Strategies
Every discovery strategy an agent can run, what it finds, when to use it, and what it needs.
Each strategy looks for a different reason to reach out. An agent can run several at once. Turn on the ones that fit how your buyers actually behave.
Priority order
Signals are not equal. CatchIntent works the stronger ones first, so when your daily allowance fills it fills with the best leads available, not whatever ran first.
| Tier | Strategies | Why |
|---|---|---|
| Strongest | Job changes, Funding | A specific person at a specific moment |
| Strong | Hiring | The right company with a clear reason |
| Lighter | Competitor, LinkedIn keyword, X keyword, Influencer | Paying attention to the category, not yet saying they buy |
| Baseline | ICP search | Right profile, no timing. Steady volume between stronger signals |
A good starting set for most teams: Job changes, Funding, Hiring, and ICP search. These work well on a solid ICP alone. Add the engagement strategies once your competitors and keywords are sharp.
Job changes
Finds: someone in an ICP role who recently moved companies.
Example: "Maria moved from Director of RevOps at Acme to VP Sales at Beta last week."
When to use: almost always. A new leader re-evaluates tools in their first quarter, so this is one of the strongest signals.
Needs: accurate ICP roles. Without role targeting it returns anyone who changed jobs.
Funding
Finds: ICP people at companies that just raised a round.
Example: "Acme closed a $12M Series A. New budget and an unsettled tool stack."
When to use: when a raise means budget for what you sell. Strong for tools bought with new funding.
Needs: ICP roles, so it returns the decision-maker at the funded company rather than anyone there.
Hiring
Finds: ICP people at companies hiring for roles your product supports or replaces.
Example: "Beta is hiring three SDRs and a Sales Ops Manager."
When to use: when a company scaling a function is a buying signal for you. The deal cycle is often slower than Job changes or Funding.
Needs: the roles your product affects (not the roles you sell to) configured on the agent. See Tuning Agents.
Competitor engagement
Finds: people reacting to or commenting on a competitor's posts.
Example: "Sam commented 'we looked at this last quarter' on a competitor's post."
When to use: when your competitors post and their audience overlaps with your buyers.
Needs: a focused competitor list in the brand profile. Broad competitors make this noisy.
LinkedIn keyword discussions
Finds: people posting on LinkedIn about the keywords you track.
Example: "Jay asked, best tool for outbound that also does intent?"
When to use: when buyers describe your problem in their own words on LinkedIn.
Needs: keywords that match how buyers talk, not category words. See Brand Info.
X keyword discussions
Finds: the same as LinkedIn keyword discussions, on X.
Example: a post on X about switching away from a tool you replace.
When to use: when your buyers are active on X. It works best paired with LinkedIn keyword discussions for fuller coverage, and is the lightest signal on its own. Review quality after a couple of weeks.
Needs: the same keyword set. You can keep a separate X keyword list if buyers phrase things differently there.
Influencer engagement
Finds: people engaging with specific industry voices you choose.
Example: someone commenting on a well-known operator's post about the problem you solve.
When to use: only when you know specific voices your buyers actually follow. Otherwise it mostly surfaces other sellers.
Needs: named influencer profiles in the brand profile.
ICP search
Finds: people who match your ICP, with no event attached.
Example: "Head of Sales at a 50 to 200 person SaaS, no signal yet."
When to use: as steady baseline volume to keep the team fed between stronger signals. Do not treat it as intent; it is a static profile match.
Needs: a tight ICP. This is the strategy where a loose ICP hurts most.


- To do:
In the data that follows, find the line with "What do you see at coordinates (630, 17)"; transcribe it, every later line up to the one with "Image resolution: width=896", and that line as well, exactly and with no others.

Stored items
§
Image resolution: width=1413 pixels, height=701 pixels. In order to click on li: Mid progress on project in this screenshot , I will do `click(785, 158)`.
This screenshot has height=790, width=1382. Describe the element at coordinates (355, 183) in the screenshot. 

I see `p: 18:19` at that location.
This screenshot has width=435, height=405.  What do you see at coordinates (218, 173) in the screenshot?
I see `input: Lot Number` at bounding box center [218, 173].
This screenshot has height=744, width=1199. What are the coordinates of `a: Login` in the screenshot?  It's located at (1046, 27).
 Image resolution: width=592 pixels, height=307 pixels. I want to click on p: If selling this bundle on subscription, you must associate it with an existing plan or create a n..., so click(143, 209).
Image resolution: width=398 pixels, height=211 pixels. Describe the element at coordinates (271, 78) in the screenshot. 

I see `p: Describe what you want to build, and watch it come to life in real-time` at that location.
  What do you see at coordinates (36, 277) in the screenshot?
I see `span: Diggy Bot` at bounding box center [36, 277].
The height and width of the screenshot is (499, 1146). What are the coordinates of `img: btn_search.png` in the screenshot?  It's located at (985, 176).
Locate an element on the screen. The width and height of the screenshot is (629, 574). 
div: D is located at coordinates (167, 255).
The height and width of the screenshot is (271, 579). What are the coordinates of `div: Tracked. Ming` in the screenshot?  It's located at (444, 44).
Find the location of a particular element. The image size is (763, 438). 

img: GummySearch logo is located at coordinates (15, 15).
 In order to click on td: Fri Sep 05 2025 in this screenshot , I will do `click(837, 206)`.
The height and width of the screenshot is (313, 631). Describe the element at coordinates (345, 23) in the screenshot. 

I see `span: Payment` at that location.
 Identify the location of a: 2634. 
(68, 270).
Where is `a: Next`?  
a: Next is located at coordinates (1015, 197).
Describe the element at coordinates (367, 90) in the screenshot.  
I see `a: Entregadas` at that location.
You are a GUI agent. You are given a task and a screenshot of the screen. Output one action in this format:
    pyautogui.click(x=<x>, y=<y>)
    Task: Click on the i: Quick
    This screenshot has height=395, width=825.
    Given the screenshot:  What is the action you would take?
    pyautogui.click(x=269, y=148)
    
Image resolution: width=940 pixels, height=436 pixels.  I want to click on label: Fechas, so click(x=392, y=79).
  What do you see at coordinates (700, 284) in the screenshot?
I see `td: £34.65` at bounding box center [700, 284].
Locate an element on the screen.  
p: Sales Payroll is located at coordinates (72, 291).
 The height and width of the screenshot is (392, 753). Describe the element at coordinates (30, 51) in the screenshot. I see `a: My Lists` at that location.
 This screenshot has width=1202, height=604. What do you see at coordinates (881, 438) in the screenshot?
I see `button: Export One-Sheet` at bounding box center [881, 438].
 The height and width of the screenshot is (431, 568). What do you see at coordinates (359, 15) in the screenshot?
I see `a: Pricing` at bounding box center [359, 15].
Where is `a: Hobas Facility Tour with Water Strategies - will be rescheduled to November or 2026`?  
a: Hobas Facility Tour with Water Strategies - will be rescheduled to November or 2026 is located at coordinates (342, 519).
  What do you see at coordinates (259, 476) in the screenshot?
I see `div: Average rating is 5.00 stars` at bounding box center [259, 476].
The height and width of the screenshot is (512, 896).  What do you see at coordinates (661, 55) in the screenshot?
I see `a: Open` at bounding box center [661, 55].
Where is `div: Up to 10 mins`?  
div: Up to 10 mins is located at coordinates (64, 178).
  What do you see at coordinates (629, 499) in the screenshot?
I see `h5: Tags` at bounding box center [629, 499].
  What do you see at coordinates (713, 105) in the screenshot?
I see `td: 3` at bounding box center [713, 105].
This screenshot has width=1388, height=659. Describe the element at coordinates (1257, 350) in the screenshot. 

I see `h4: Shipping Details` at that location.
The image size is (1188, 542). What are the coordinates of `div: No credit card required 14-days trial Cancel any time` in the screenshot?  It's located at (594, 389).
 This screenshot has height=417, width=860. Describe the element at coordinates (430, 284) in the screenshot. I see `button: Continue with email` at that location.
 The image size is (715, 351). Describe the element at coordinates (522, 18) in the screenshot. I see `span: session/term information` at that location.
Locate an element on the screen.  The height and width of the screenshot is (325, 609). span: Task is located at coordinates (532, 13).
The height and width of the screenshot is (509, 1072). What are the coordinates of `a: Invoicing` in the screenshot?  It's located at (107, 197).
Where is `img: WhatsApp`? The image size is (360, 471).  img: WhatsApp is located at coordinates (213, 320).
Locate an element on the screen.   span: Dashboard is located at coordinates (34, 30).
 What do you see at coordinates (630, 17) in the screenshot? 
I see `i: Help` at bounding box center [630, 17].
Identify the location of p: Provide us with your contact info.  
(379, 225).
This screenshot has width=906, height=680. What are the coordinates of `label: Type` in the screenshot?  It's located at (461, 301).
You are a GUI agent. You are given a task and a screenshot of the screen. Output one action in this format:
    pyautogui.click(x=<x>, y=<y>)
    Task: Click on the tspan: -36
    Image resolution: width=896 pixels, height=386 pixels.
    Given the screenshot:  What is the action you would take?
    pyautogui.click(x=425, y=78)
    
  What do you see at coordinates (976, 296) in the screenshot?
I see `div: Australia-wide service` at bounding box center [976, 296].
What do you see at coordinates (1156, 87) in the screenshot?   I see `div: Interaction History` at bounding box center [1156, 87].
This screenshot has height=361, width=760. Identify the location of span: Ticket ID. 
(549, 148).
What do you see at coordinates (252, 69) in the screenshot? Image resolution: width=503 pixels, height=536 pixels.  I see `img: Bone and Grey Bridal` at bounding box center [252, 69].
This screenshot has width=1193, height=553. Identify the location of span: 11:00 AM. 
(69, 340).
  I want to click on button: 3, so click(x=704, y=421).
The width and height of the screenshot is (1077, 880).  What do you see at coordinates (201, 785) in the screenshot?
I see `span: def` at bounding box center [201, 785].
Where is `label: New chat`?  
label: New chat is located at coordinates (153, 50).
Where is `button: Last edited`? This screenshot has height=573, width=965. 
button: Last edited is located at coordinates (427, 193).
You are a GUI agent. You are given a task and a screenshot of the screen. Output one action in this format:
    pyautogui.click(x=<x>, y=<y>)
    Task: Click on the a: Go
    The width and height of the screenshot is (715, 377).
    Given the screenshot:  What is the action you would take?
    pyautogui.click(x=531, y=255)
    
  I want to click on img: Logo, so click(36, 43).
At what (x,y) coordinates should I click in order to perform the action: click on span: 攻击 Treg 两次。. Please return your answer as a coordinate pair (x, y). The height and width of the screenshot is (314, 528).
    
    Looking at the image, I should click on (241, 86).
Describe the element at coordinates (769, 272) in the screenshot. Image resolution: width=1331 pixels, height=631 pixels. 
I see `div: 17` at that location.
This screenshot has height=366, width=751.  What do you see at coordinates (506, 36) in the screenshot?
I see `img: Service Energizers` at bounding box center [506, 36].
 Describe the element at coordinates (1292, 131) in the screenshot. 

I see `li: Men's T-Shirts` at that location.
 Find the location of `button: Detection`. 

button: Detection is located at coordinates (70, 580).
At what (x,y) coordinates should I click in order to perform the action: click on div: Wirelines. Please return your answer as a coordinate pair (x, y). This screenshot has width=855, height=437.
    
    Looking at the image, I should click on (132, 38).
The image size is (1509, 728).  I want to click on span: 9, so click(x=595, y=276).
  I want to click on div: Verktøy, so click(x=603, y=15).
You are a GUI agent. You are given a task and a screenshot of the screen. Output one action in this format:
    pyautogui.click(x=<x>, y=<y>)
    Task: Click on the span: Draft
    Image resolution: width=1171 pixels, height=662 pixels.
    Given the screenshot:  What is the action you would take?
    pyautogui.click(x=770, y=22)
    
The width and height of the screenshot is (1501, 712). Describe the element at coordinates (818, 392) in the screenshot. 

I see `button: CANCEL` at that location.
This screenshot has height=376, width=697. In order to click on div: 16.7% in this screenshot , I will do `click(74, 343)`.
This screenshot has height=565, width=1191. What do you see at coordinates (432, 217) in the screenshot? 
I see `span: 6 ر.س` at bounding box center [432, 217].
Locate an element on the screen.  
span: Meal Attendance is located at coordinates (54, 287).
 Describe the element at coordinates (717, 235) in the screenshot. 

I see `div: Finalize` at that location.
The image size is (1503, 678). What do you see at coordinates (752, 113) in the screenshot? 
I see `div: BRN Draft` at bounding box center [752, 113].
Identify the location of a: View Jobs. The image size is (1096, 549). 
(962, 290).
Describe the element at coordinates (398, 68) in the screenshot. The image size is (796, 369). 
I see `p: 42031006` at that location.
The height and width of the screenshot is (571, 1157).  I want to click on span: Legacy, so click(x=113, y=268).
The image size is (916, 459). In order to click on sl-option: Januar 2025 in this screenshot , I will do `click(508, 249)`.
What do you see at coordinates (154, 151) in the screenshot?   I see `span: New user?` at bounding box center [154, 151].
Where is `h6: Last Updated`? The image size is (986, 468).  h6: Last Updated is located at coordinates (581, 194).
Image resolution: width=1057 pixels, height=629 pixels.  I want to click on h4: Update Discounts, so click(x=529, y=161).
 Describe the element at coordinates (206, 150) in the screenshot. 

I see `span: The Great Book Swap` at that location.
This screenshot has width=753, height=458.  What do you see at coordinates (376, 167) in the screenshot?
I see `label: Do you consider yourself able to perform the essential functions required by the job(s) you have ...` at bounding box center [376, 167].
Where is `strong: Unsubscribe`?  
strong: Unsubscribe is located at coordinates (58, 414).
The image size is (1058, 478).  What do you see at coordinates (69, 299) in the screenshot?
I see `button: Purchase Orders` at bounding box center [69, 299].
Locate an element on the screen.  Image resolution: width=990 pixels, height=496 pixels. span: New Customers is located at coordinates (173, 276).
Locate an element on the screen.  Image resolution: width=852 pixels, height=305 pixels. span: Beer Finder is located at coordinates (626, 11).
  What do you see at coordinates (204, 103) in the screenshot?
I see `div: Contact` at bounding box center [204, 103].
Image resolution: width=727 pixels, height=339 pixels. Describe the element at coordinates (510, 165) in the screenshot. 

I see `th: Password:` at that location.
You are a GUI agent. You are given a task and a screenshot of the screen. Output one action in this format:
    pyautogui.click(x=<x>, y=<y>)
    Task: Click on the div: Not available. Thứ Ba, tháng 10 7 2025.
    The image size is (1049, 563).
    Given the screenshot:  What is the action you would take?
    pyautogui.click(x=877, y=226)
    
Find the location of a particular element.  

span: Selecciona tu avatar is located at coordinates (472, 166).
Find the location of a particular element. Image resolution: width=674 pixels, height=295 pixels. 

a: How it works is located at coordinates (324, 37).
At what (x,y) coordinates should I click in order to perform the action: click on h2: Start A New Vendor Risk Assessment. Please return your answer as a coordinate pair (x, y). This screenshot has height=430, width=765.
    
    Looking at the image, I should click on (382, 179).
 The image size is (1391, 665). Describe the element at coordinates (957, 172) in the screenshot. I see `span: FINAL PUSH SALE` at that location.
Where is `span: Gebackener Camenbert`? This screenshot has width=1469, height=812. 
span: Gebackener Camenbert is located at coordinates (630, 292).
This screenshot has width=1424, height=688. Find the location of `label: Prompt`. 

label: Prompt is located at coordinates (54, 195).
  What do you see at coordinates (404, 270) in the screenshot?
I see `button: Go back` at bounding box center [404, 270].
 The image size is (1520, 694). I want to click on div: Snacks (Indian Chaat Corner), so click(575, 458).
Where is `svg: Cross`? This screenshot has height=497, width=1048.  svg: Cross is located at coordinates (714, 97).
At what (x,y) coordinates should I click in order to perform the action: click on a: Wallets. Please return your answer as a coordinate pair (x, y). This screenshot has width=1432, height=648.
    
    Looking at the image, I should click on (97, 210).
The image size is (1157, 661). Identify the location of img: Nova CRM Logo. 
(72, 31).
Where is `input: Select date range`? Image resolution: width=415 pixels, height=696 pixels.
§
- Result of this task:
 What do you see at coordinates (630, 17) in the screenshot? 
I see `i: Help` at bounding box center [630, 17].
Identify the location of p: Provide us with your contact info.  
(379, 225).
This screenshot has width=906, height=680. What are the coordinates of `label: Type` in the screenshot?  It's located at (461, 301).
You are a GUI agent. You are given a task and a screenshot of the screen. Output one action in this format:
    pyautogui.click(x=<x>, y=<y>)
    Task: Click on the tspan: -36
    Image resolution: width=896 pixels, height=386 pixels.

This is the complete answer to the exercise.